Investment News points out that CD buyers are getting hosed by inflation:

Savers who put their cash in longer-term certificates of deposit are losing out to inflation, according to Market Rates Insight.

The annual inflation rate of 3.16 percent in April topped the best 5-year CD rate of 2.4 percent, according to San Anselmo, California-based Market Rates Insight in a report today.

I bring this up not because CDs are necessarily bad investments, but because it illustrates the nature of risk. Investors often think of risk far too narrowly—just in terms of volatility or loss of capital.

In fact, risk is all-encompassing, and like energy, can be neither created or destroyed.

CDs are a good example of the latter point. When you buy a CD, you have massively reduced your risk of capital loss. (It would require the bank to go out of business and the government to refuse or be unable to pay off depositors—a vanishingly small risk.) But you have simultaneously massively increased your risk of losing purchasing power due to inflation. Your risk hasn’t gone away, it has just changed form. Remember, risk cannot be created or destroyed. You can pick your poison, but you can’t opt out.

The former point is almost always much harder for investors to grasp. Your risk is the sum total of all of your exposures—and the sum total of all of the things you don’t own. If you own a house, you have real estate risk, and US dollar risk if the asset is held in the US. Less obvious is the fact that you now have the opportunity risk of not holding everything other than a house! For example, owning your house precluded you from buying emerging market stocks, or Swiss Francs, or energy futures with the same money. Depending on the relative performance of that investment opportunity set, your decision to buy a house could end up costing you a lot—relative to what else you might have purchased.

Psychologists will tell you that humans significantly overvalue the tangible relative to the potential. As the saying goes, a bird in the hand is worth two in the bush. Losing money that has already been earned hurts much worse than deciding not to put money into a stock that later doubles. Losing money always feels worse than losing opportunity—and it is for this very reason that investors’ biggest losses are usually the ones they never see.

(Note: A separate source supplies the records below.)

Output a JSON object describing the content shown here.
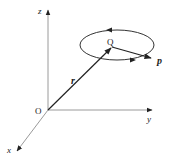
{
  "diagram": {
    "axes": {
      "z_label": "z",
      "y_label": "y",
      "x_label": "x",
      "origin_label": "O"
    },
    "points": {
      "center_label": "Q"
    },
    "vectors": {
      "position_label": "r",
      "momentum_label": "p"
    },
    "colors": {
      "axis": "#9a9a9a",
      "vector": "#222222",
      "orbit": "#333333"
    }
  }
}
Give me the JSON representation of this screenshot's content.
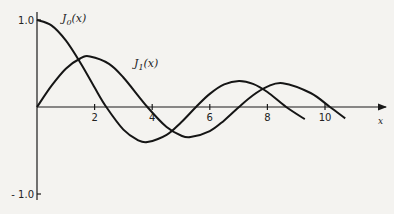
{
  "chart_data": {
    "type": "line",
    "title": "",
    "xlabel": "x",
    "ylabel": "",
    "xlim": [
      0,
      11.5
    ],
    "ylim": [
      -1.0,
      1.0
    ],
    "grid": false,
    "x_ticks": [
      2,
      4,
      6,
      8,
      10
    ],
    "x_tick_labels": [
      "2",
      "4",
      "6",
      "8",
      "10"
    ],
    "y_ticks": [
      1.0,
      -1.0
    ],
    "y_tick_labels": [
      "1.0",
      "- 1.0"
    ],
    "legend": "inline labels",
    "series": [
      {
        "name": "J0(x)",
        "label": "J",
        "label_sub": "0",
        "label_suffix": "(x)",
        "x": [
          0,
          0.5,
          1,
          1.5,
          2,
          2.4048,
          3,
          3.5,
          3.8317,
          4.5,
          5,
          5.5201,
          6,
          6.5,
          7.0156,
          7.5,
          8,
          8.6537,
          9.3
        ],
        "values": [
          1.0,
          0.938,
          0.765,
          0.512,
          0.224,
          0.0,
          -0.26,
          -0.38,
          -0.403,
          -0.321,
          -0.178,
          0.0,
          0.151,
          0.26,
          0.3,
          0.266,
          0.172,
          0.0,
          -0.14
        ]
      },
      {
        "name": "J1(x)",
        "label": "J",
        "label_sub": "1",
        "label_suffix": "(x)",
        "x": [
          0,
          0.5,
          1,
          1.5,
          1.8412,
          2.5,
          3,
          3.8317,
          4.5,
          5,
          5.3314,
          6,
          6.5,
          7.0156,
          7.5,
          8,
          8.5363,
          9.5,
          10.1735,
          10.7
        ],
        "values": [
          0.0,
          0.242,
          0.44,
          0.558,
          0.582,
          0.497,
          0.339,
          0.0,
          -0.231,
          -0.328,
          -0.346,
          -0.277,
          -0.154,
          0.0,
          0.135,
          0.235,
          0.273,
          0.161,
          0.0,
          -0.131
        ]
      }
    ]
  }
}
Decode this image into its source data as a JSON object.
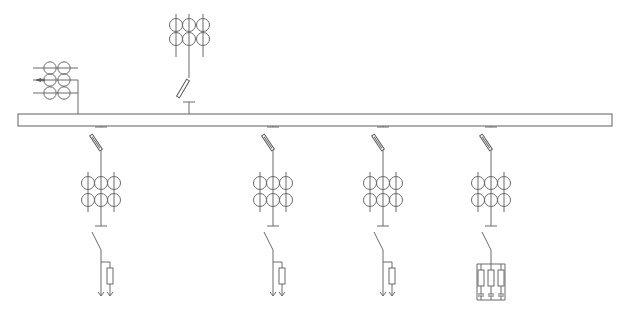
{
  "diagram": {
    "colors": {
      "line": "#6a6a6a",
      "background": "#ffffff"
    },
    "busbar": {
      "x1": 18,
      "x2": 612,
      "y_top": 114,
      "y_bottom": 126
    },
    "incoming_top": {
      "label": "incoming-cabinet",
      "ct_columns_x": [
        176,
        189,
        203
      ],
      "ct_rows_y": [
        25,
        39
      ],
      "ct_line_y": [
        14,
        57
      ],
      "center_x": 189,
      "switch": {
        "x1": 178,
        "y1": 97,
        "x2": 188,
        "y2": 80
      },
      "t_y": 102
    },
    "pt_left": {
      "label": "potential-transformer",
      "rows_y": [
        68,
        80,
        93
      ],
      "line_x": [
        33,
        78
      ],
      "circles_x": [
        50,
        64
      ],
      "drop_x": 78,
      "arrow_row": 1
    },
    "feeders": [
      {
        "id": "feeder-1",
        "x": 101,
        "load": "single"
      },
      {
        "id": "feeder-2",
        "x": 273,
        "load": "single"
      },
      {
        "id": "feeder-3",
        "x": 383,
        "load": "single"
      },
      {
        "id": "feeder-4",
        "x": 491,
        "load": "triple"
      }
    ],
    "feeder_geometry": {
      "t_y": 127,
      "disconnector": {
        "top_y": 130,
        "bottom_y": 150,
        "dx": -10
      },
      "ct_rows_y": [
        183,
        200
      ],
      "ct_col_dx": 13,
      "ct_line_y": [
        172,
        212
      ],
      "earth_t_y": 226,
      "breaker": {
        "top_y": 232,
        "bottom_y": 250,
        "dx": -9
      },
      "branch_y": 262,
      "resistor": {
        "top_y": 268,
        "height": 16,
        "width": 6,
        "dx": 9
      },
      "arrow_y": 296
    }
  }
}
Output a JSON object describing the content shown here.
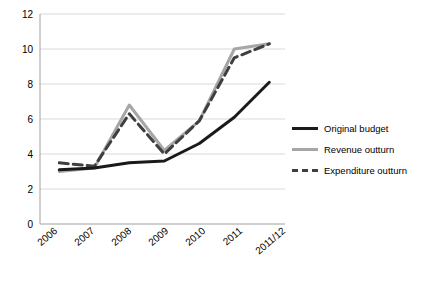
{
  "chart_data": {
    "type": "line",
    "title": "",
    "xlabel": "",
    "ylabel": "",
    "categories": [
      "2006",
      "2007",
      "2008",
      "2009",
      "2010",
      "2011",
      "2011/12"
    ],
    "ylim": [
      0,
      12
    ],
    "yticks": [
      0,
      2,
      4,
      6,
      8,
      10,
      12
    ],
    "grid": "horizontal",
    "legend_position": "right",
    "series": [
      {
        "name": "Original budget",
        "color": "#1a1a1a",
        "style": "solid",
        "width": 3,
        "values": [
          3.1,
          3.2,
          3.5,
          3.6,
          4.6,
          6.1,
          8.1
        ]
      },
      {
        "name": "Revenue outturn",
        "color": "#a6a6a6",
        "style": "solid",
        "width": 3,
        "values": [
          3.0,
          3.2,
          6.8,
          4.2,
          5.9,
          10.0,
          10.3
        ]
      },
      {
        "name": "Expenditure outturn",
        "color": "#3f3f3f",
        "style": "dashed",
        "width": 3,
        "values": [
          3.5,
          3.3,
          6.3,
          4.0,
          5.9,
          9.5,
          10.3
        ]
      }
    ]
  },
  "legend": {
    "items": [
      {
        "label": "Original budget"
      },
      {
        "label": "Revenue outturn"
      },
      {
        "label": "Expenditure outturn"
      }
    ]
  },
  "axis": {
    "y_labels": [
      "12",
      "10",
      "8",
      "6",
      "4",
      "2",
      "0"
    ],
    "x_labels": [
      "2006",
      "2007",
      "2008",
      "2009",
      "2010",
      "2011",
      "2011/12"
    ]
  }
}
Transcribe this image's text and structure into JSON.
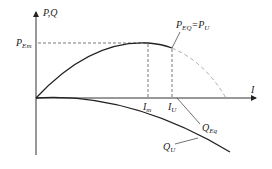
{
  "diagram": {
    "y_axis_label": "P,Q",
    "x_axis_label": "I",
    "p_em_label": {
      "main": "P",
      "sub": "Em"
    },
    "peak_label": {
      "p1": "P",
      "s1": "EQ",
      "eq": "=",
      "p2": "P",
      "s2": "U"
    },
    "i_m_label": {
      "main": "I",
      "sub": "m"
    },
    "i_u_label": {
      "main": "I",
      "sub": "U"
    },
    "q_eq_label": {
      "main": "Q",
      "sub": "Eq"
    },
    "q_u_label": {
      "main": "Q",
      "sub": "U"
    },
    "colors": {
      "line": "#222222",
      "dashed": "#555555",
      "extension": "#aaaaaa"
    }
  }
}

Opportunity loss typically swamps capital loss over an investor’s lifetime. Like a black hole, opportunity cost is very real even if you cannot see it. (Relative strength can be a great help in determining where opportunities lie—and which assets might be wise to avoid.)

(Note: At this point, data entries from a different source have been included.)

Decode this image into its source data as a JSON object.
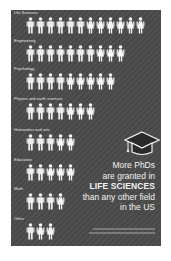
{
  "chart_data": {
    "type": "pictogram",
    "title": "More PhDs are granted in LIFE SCIENCES than any other field in the US",
    "categories": [
      "Life Sciences",
      "Engineering",
      "Psychology",
      "Physics and earth sciences",
      "Humanities and arts",
      "Education",
      "Math",
      "Other"
    ],
    "series": [
      {
        "name": "male",
        "values": [
          6,
          7,
          4,
          4,
          3,
          2,
          3,
          1
        ]
      },
      {
        "name": "female",
        "values": [
          6,
          3,
          5,
          3,
          2,
          3,
          1,
          2
        ]
      }
    ],
    "totals": [
      12,
      10,
      9,
      7,
      5,
      5,
      4,
      3
    ],
    "legend": "none",
    "grid": false
  },
  "rows": [
    {
      "label": "Life Sciences",
      "male": 6,
      "female": 6
    },
    {
      "label": "Engineering",
      "male": 7,
      "female": 3
    },
    {
      "label": "Psychology",
      "male": 4,
      "female": 5
    },
    {
      "label": "Physics and earth sciences",
      "male": 4,
      "female": 3
    },
    {
      "label": "Humanities and arts",
      "male": 3,
      "female": 2
    },
    {
      "label": "Education",
      "male": 2,
      "female": 3
    },
    {
      "label": "Math",
      "male": 3,
      "female": 1
    },
    {
      "label": "Other",
      "male": 1,
      "female": 2
    }
  ],
  "message": {
    "line1": "More PhDs",
    "line2": "are granted in",
    "line3": "LIFE SCIENCES",
    "line4": "than any other field",
    "line5": "in the US"
  },
  "icons": {
    "male": "person-male-icon",
    "female": "person-female-icon",
    "cap": "graduation-cap-icon"
  },
  "colors": {
    "panel": "#4a4a4a",
    "figure": "#ededed",
    "text": "#f2f2f2"
  }
}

Investing, then, is never without risk. You are just navigating a set of tradeoffs, with different risks inherent in each. Depending on the assets you own, your specific risks will be different from another investor, but your risk will remain just the same.

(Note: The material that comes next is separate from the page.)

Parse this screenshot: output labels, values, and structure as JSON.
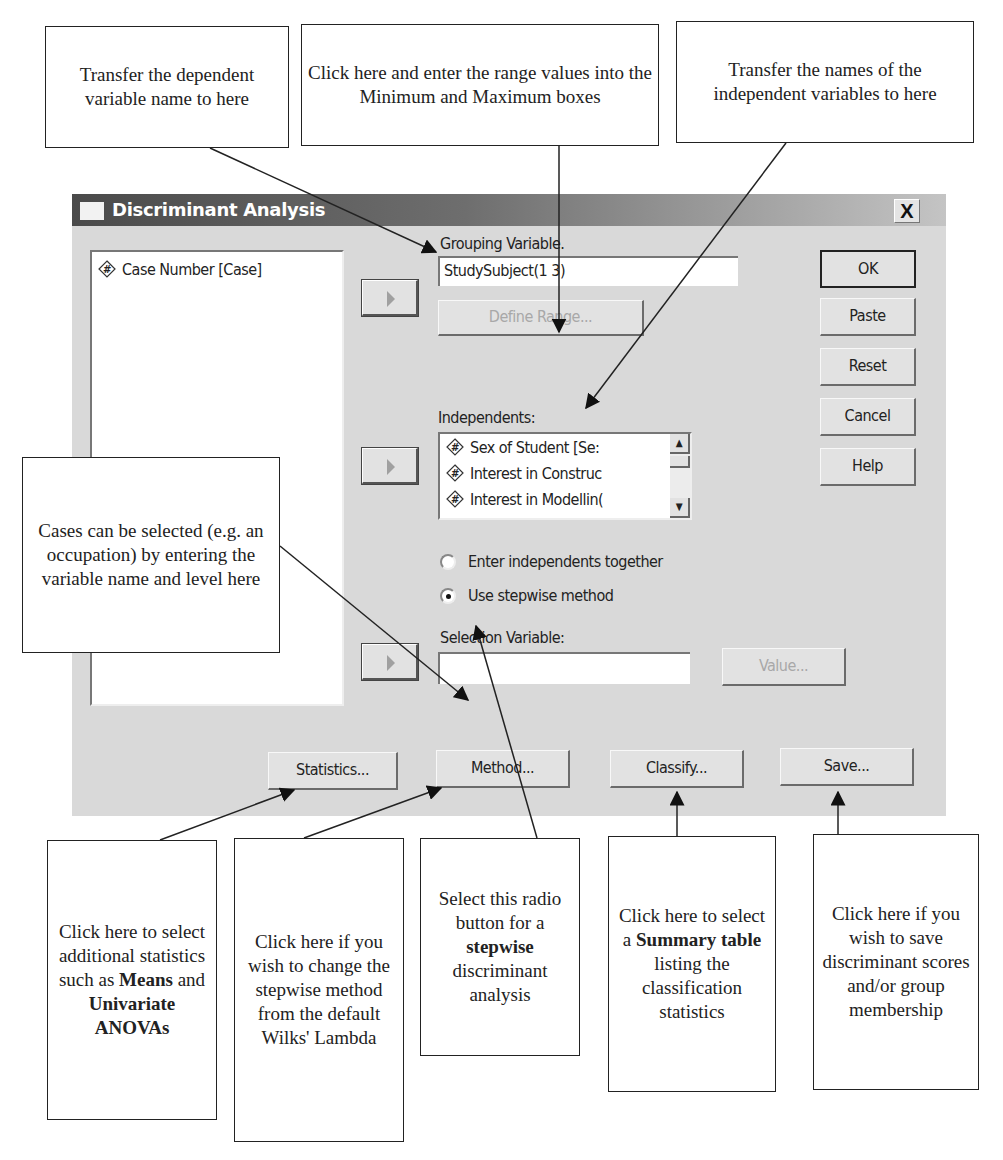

Eat Your Heart Out, Raj Rajaratnam!

May 24, 2011

Over dozens of posts, we’ve reiterated a major theme on this blog, which is that even the most robust and sophisticated of strategies are tough to implement and stick with, and are likely to underperform the market a certain percentage of the time. Investment managers who can outperform by even a couple of percentage points annually are often household names.

However, a recent study of stock transactions by the same small group of people from 1985 to 2001 found “significant positive abnormal returns,” averaging outperformance of around +6% per year.

What narrow group of investors can consistently and legally outperform the broad stock market? Why members of Congress, of course!

How is this legal?


What’s Hot…and Not

May 24, 2011

How different investments have done over the past 12 months, 6 months, and month.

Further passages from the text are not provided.